President Tsai Ing-wen (蔡英文) yesterday led an entourage of top-ranking government officials to pay their respects to former president Lee Teng-hui (李登輝), who passed away one year ago at the age of 97.
“We look back at Taiwan’s winding path to democracy tread by forerunners and treasure the free air that we enjoy,” Tsai wrote on Facebook after leading the group to Lee’s grave at the Wuzhi Mountain Military Cemetery in New Taipei City’s Sijhih District (汐止).
“Every era brings new challenges as we continue deepening Taiwan’s democracy,” she wrote. “What lies ahead of us is deepening Taiwan’s democracy, bringing [the country] to the world and defending democratic values with friends in the international community.”
Photo provided by the Presidential Office via CNA
“We will travel on the path of Taiwan’s democracy with determination,” she wrote.
Vice President William Lai (賴清德) wrote on Facebook that on the trip to the cemetery, he had reminisced about his meetings with Lee in Tainan.
Lee never hesitated to share his thoughts and spoke many times about the importance of humility, equanimity and the ability to endure in life and politics, Lai wrote.
Lee would be moved and gladdened by the performance of Taiwanese athletes at the Tokyo Olympics and the acknowledgment of the national team by television anchors in Japan, he wrote.
“Lee’s spirit will be forever with us after the departure of his body and we thank him for creating a diverse, democratic and vital Taiwan,” he wrote. “Lee bound his life to the nation’s destiny. He brought immense wisdom and courage to bear at a crucial moment in Taiwanese history that contributed to the nation’s smooth transition to democracy.”
“We hope to usher an era of pride and happiness for Taiwanese on the foundation Lee laid down, for the country to obtain more dignity and self-respect,” he added.
Separately, the Japan-Taiwan Exchange Association, Japan’s de facto embassy in Taiwan, said that its library has put 100 Japanese-language books formerly in Lee’s personal collection on permanent display.
Lee was a voracious reader and academic whose books would provide guidance to the library’s users and bear testimony to the shared history between Taiwan and Japan, the association wrote on Facebook.
The books were donated to the association by the Lee Teng-hui Foundation, it wrote.
“We hope that Lee would bless the friendship between Taiwan and Japan from above so that it will last in perpetuity,” it added.
Meanwhile, Japanese Minister of Defense Nobuo Kishi thanked Lee for contributing to the friendship between Taiwan and Japan.
Lee is the father of democracy in Taiwan and he should be thanked for his achievements in developing Taiwan and furthering its relationship with Japan, Kishi wrote on Facebook and Twitter.
“I again express my heartfelt sorrow at his passing and my belief that his undiminished spirit is being carried on by people all around the world,” he wrote.
“We will continue to forge our path with comrades who share our values of democracy and human rights,” he added.
In August last year, Kishi and former Japanese prime minister Yoshiro Mori traveled to Taiwan to pay tribute to Lee with a Japanese delegation.
Kishi did not accompany Mori with a second delegation the following month, as by then he had been made defense minster.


- Task goal:
Copy out the records in full, word for word, without pictures.

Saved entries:
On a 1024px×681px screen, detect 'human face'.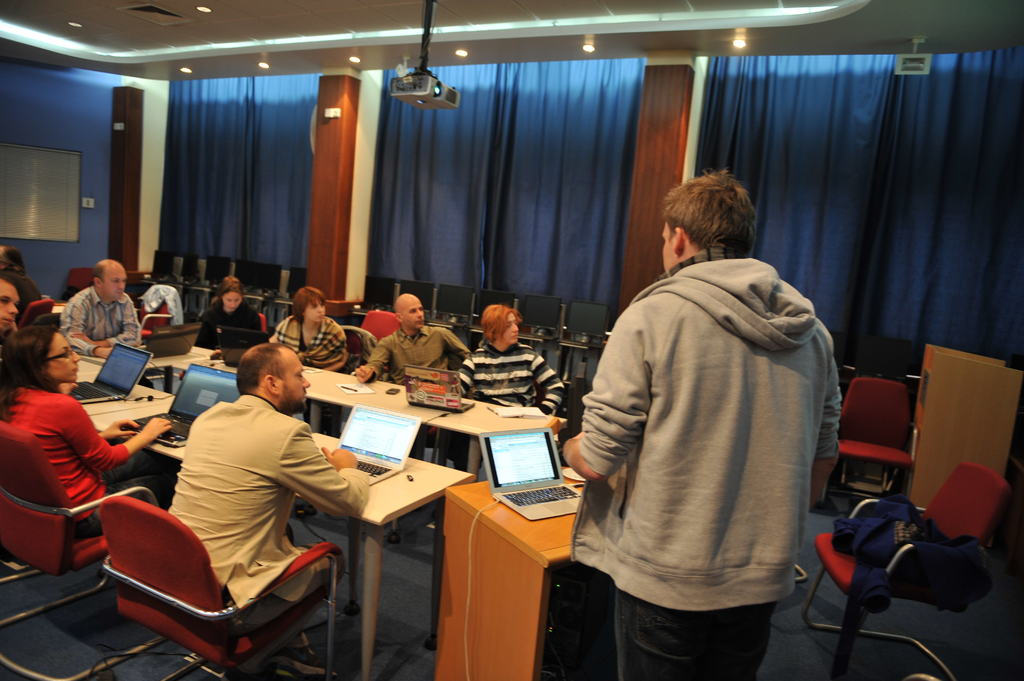
BBox(403, 296, 424, 329).
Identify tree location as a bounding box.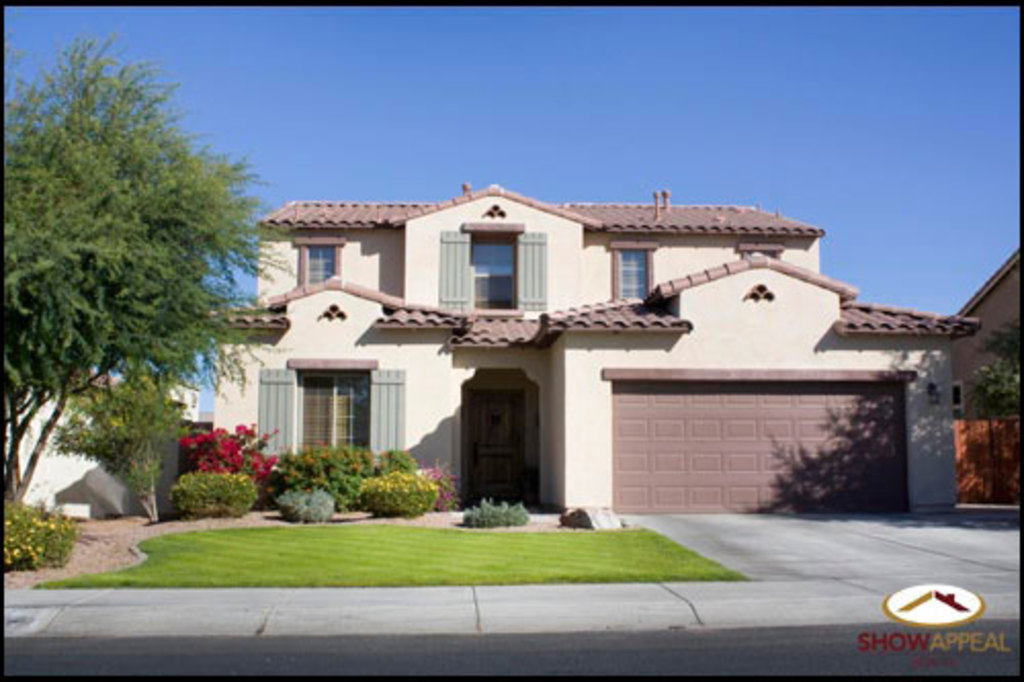
bbox=(14, 31, 256, 532).
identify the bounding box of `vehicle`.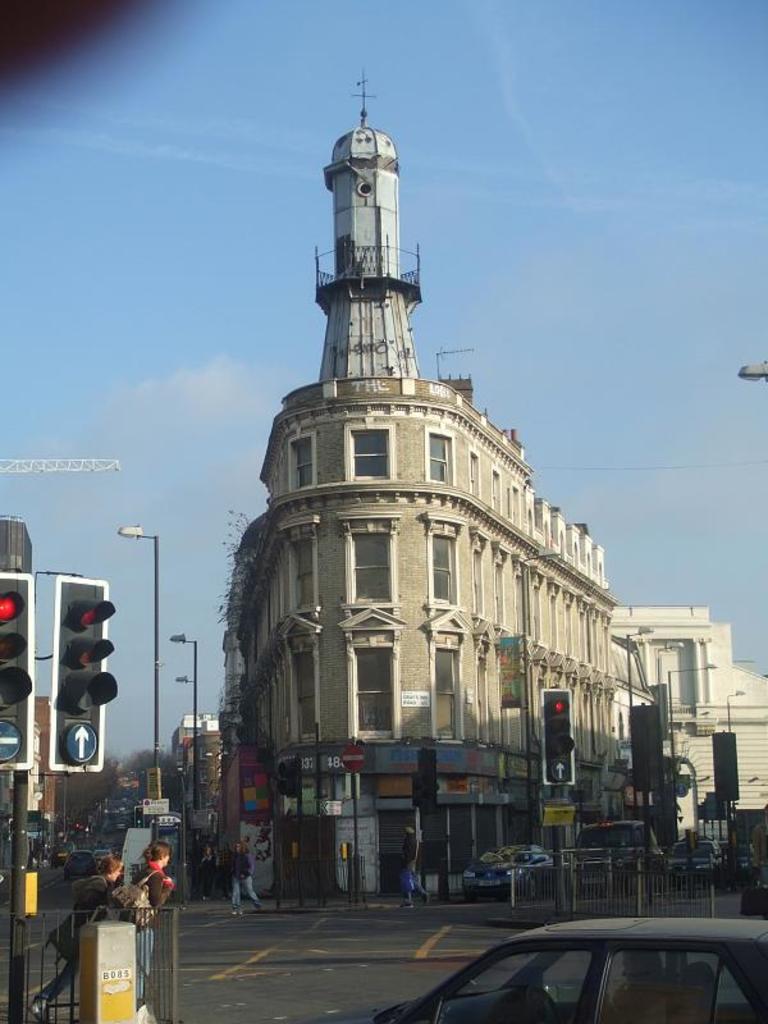
<region>61, 852, 101, 881</region>.
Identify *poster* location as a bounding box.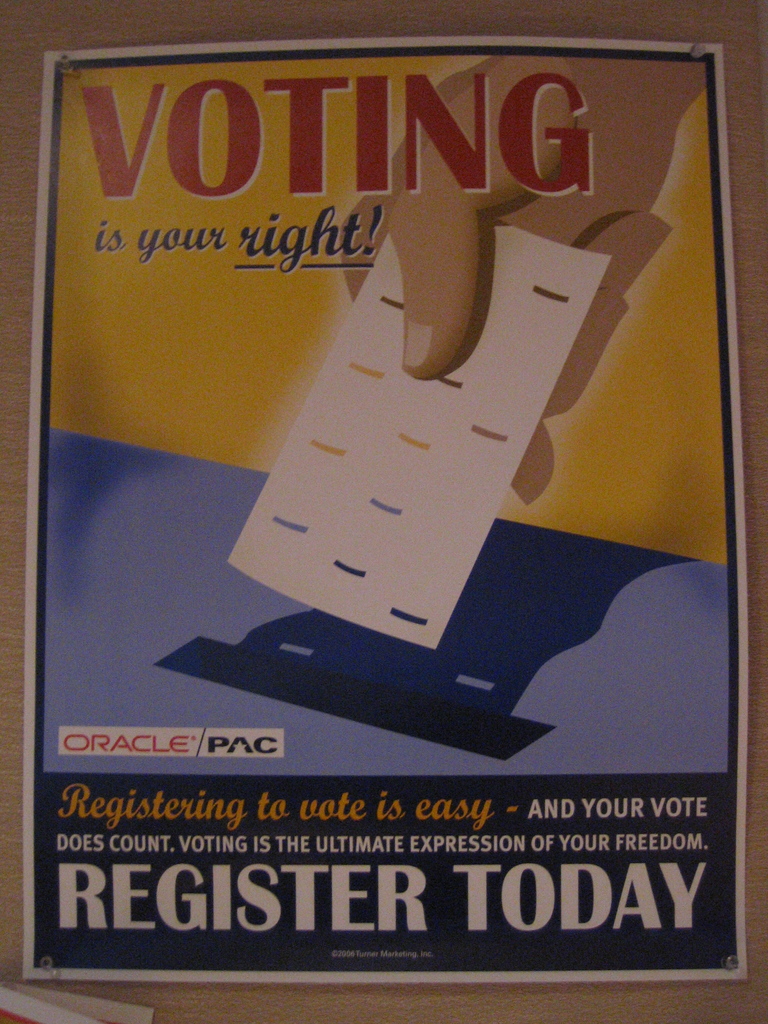
<box>26,33,750,983</box>.
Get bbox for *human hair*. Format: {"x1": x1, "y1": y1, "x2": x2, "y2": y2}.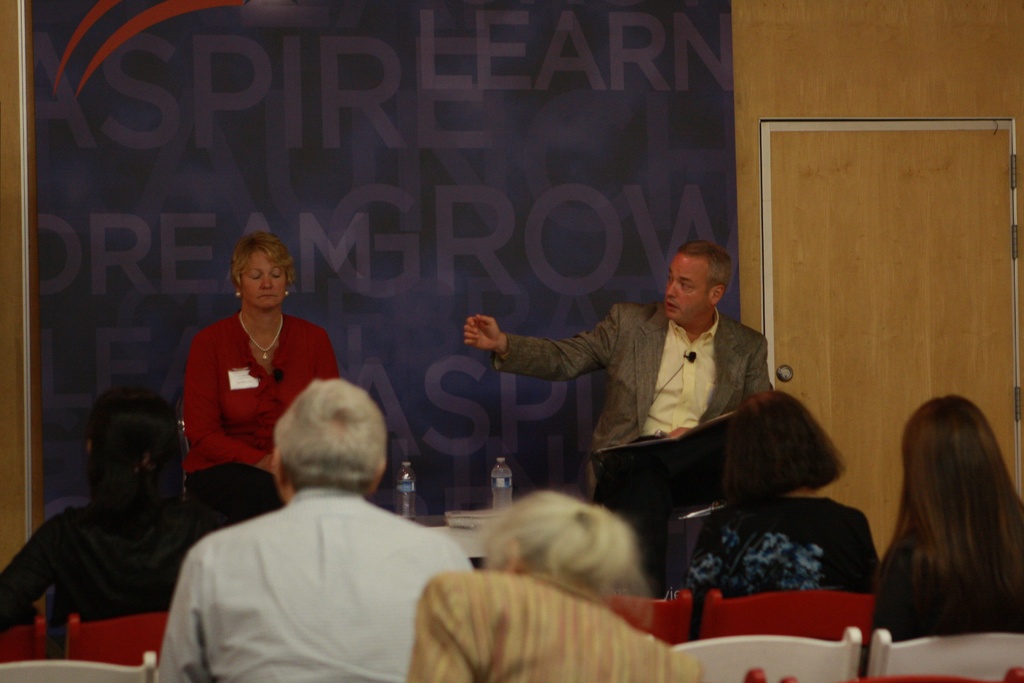
{"x1": 274, "y1": 377, "x2": 387, "y2": 491}.
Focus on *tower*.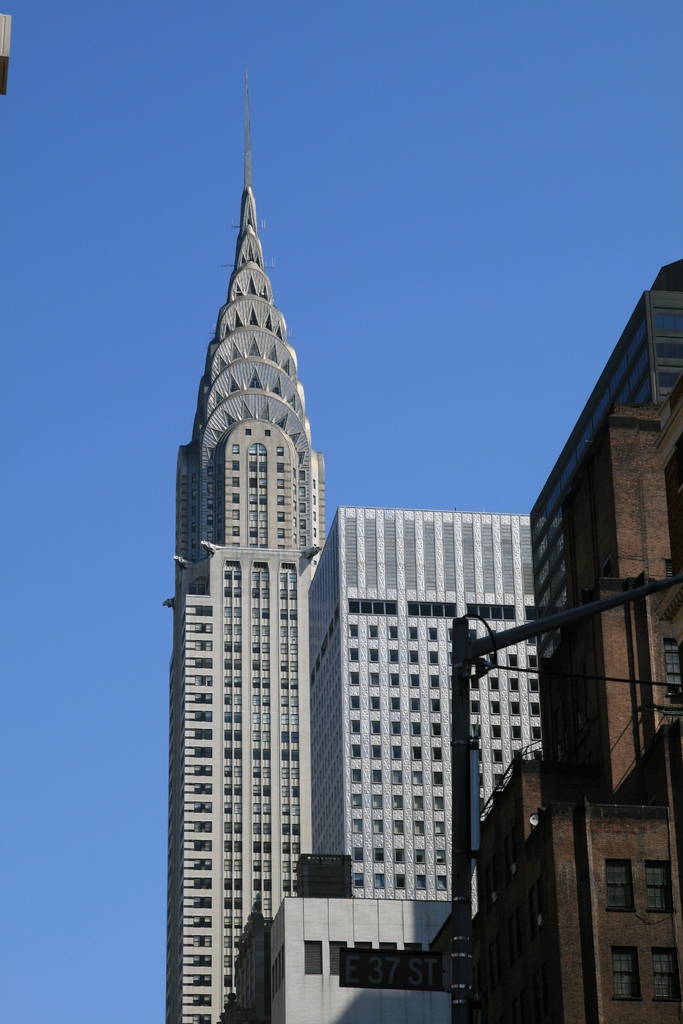
Focused at 149 116 372 1023.
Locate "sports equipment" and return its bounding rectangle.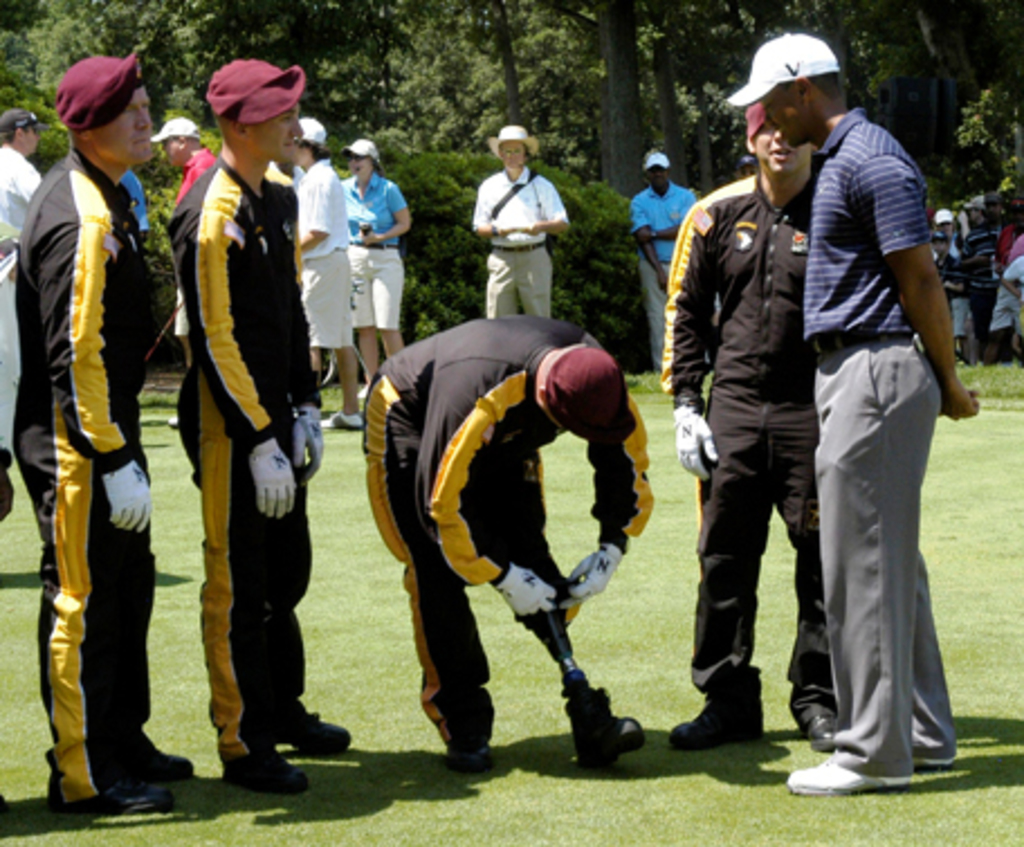
669,656,766,750.
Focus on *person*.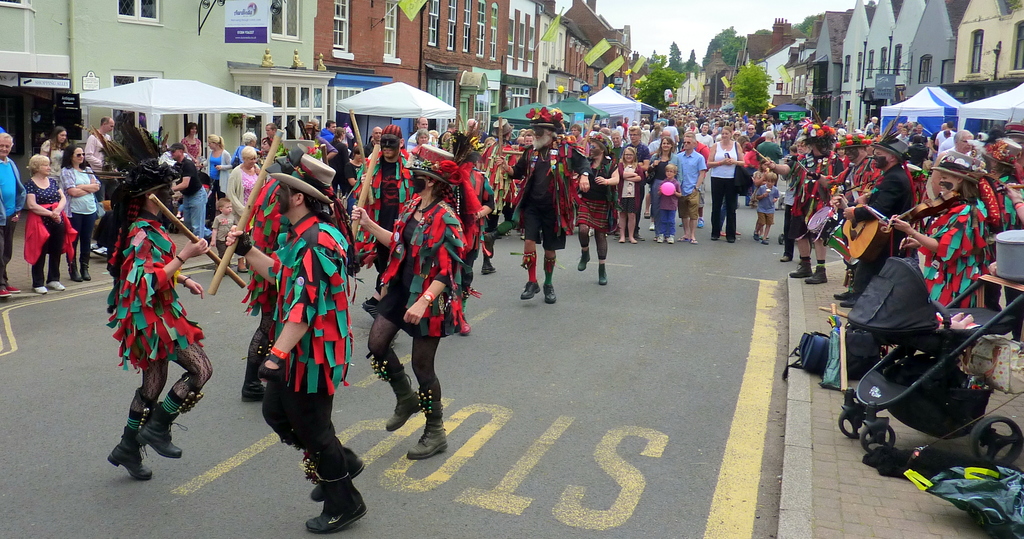
Focused at (788, 124, 844, 285).
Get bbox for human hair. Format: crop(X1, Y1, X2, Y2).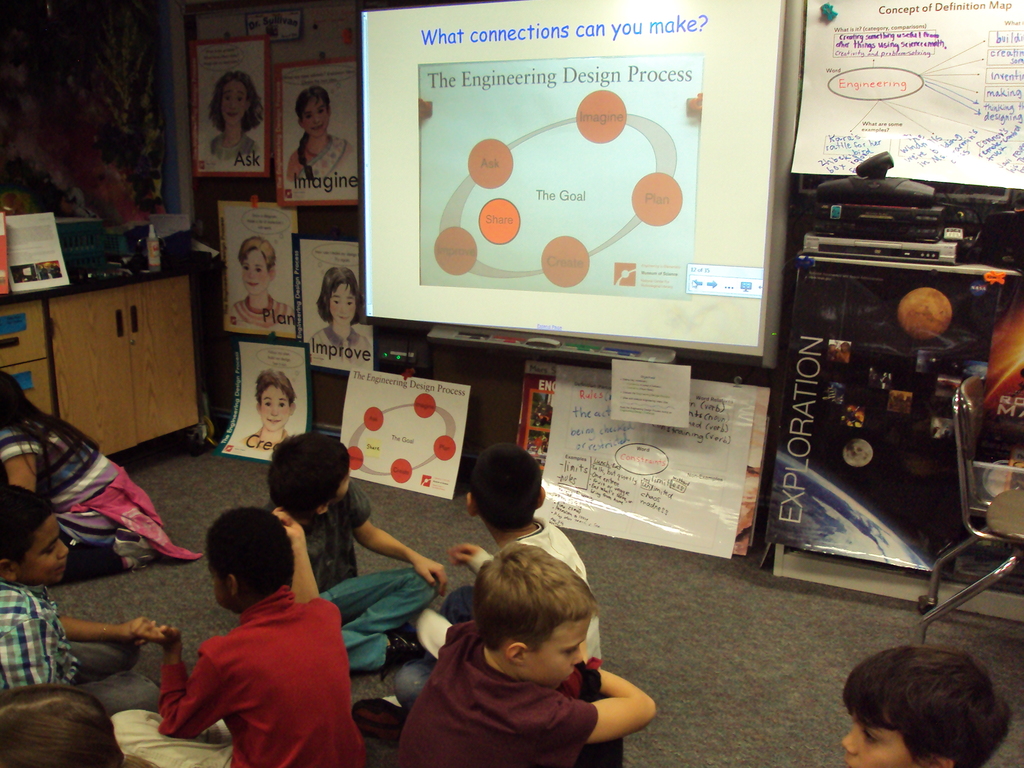
crop(295, 87, 331, 182).
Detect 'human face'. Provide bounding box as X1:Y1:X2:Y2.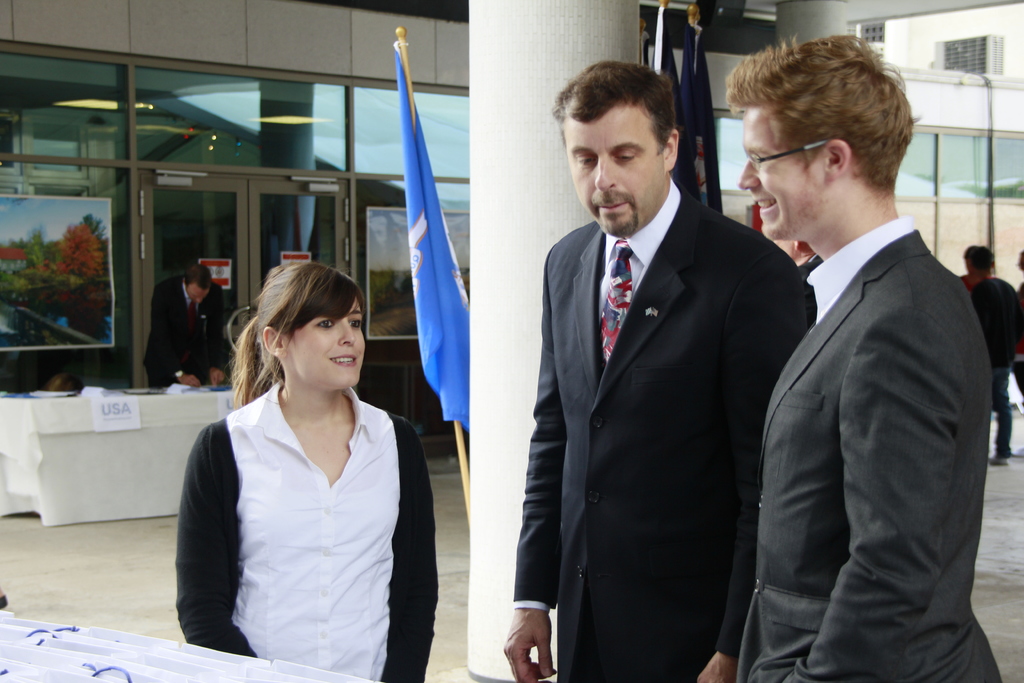
732:106:820:240.
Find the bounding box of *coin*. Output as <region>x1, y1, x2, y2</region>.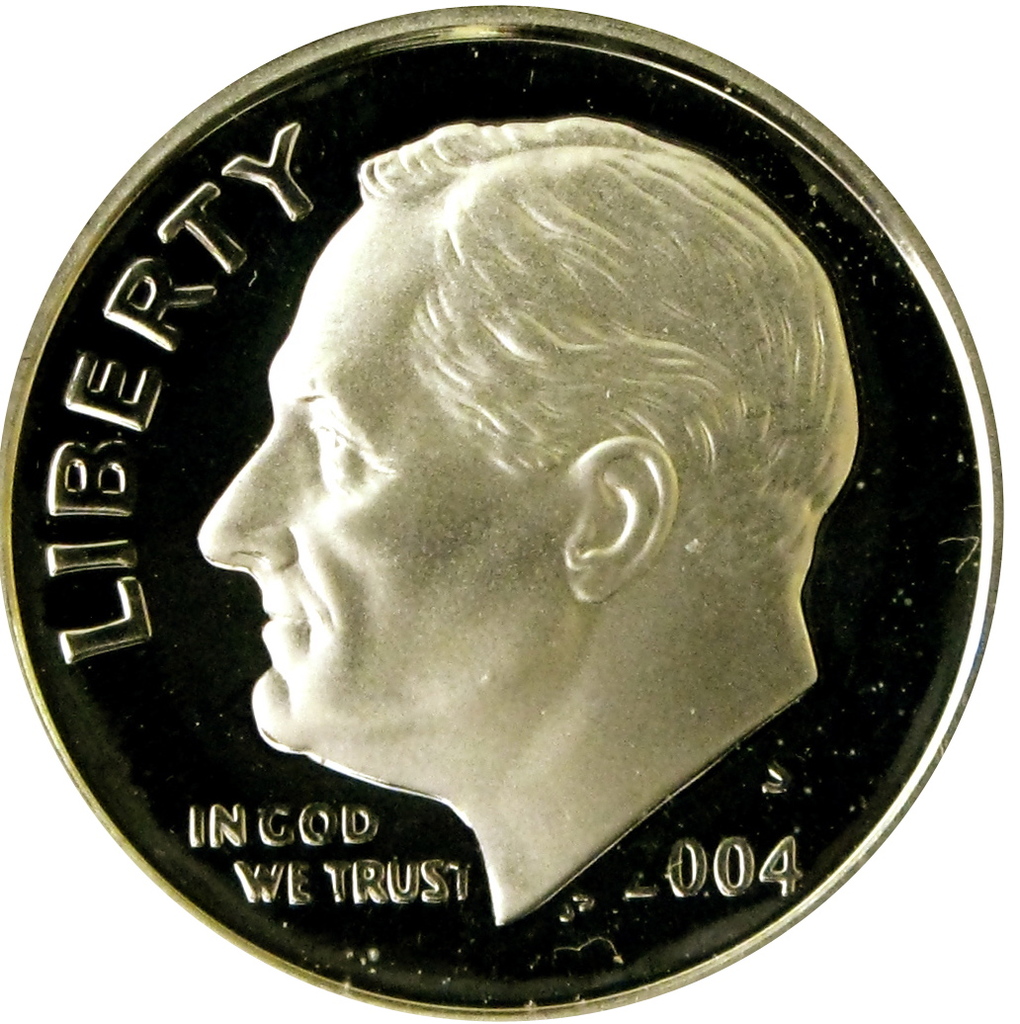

- Result for this task:
On a 1024px×681px screen, detect 'human face'.
BBox(403, 296, 424, 329).
Identify tree location as a bounding box.
bbox=(14, 31, 256, 532).
identify the bounding box of `vehicle`.
<region>61, 852, 101, 881</region>.
Identify *poster* location as a bounding box.
<box>26,33,750,983</box>.
Get bbox for *human hair*. Format: {"x1": x1, "y1": y1, "x2": x2, "y2": y2}.
{"x1": 274, "y1": 377, "x2": 387, "y2": 491}.
Focus on *tower*.
Focused at 149 116 372 1023.
Locate "sports equipment" and return its bounding rectangle.
669,656,766,750.
Focus on *person*.
Focused at (788, 124, 844, 285).
Get bbox for human hair. Format: crop(X1, Y1, X2, Y2).
crop(295, 87, 331, 182).
Detect 'human face'. Provide bounding box as X1:Y1:X2:Y2.
732:106:820:240.
Find the bounding box of *coin*. Output as <region>x1, y1, x2, y2</region>.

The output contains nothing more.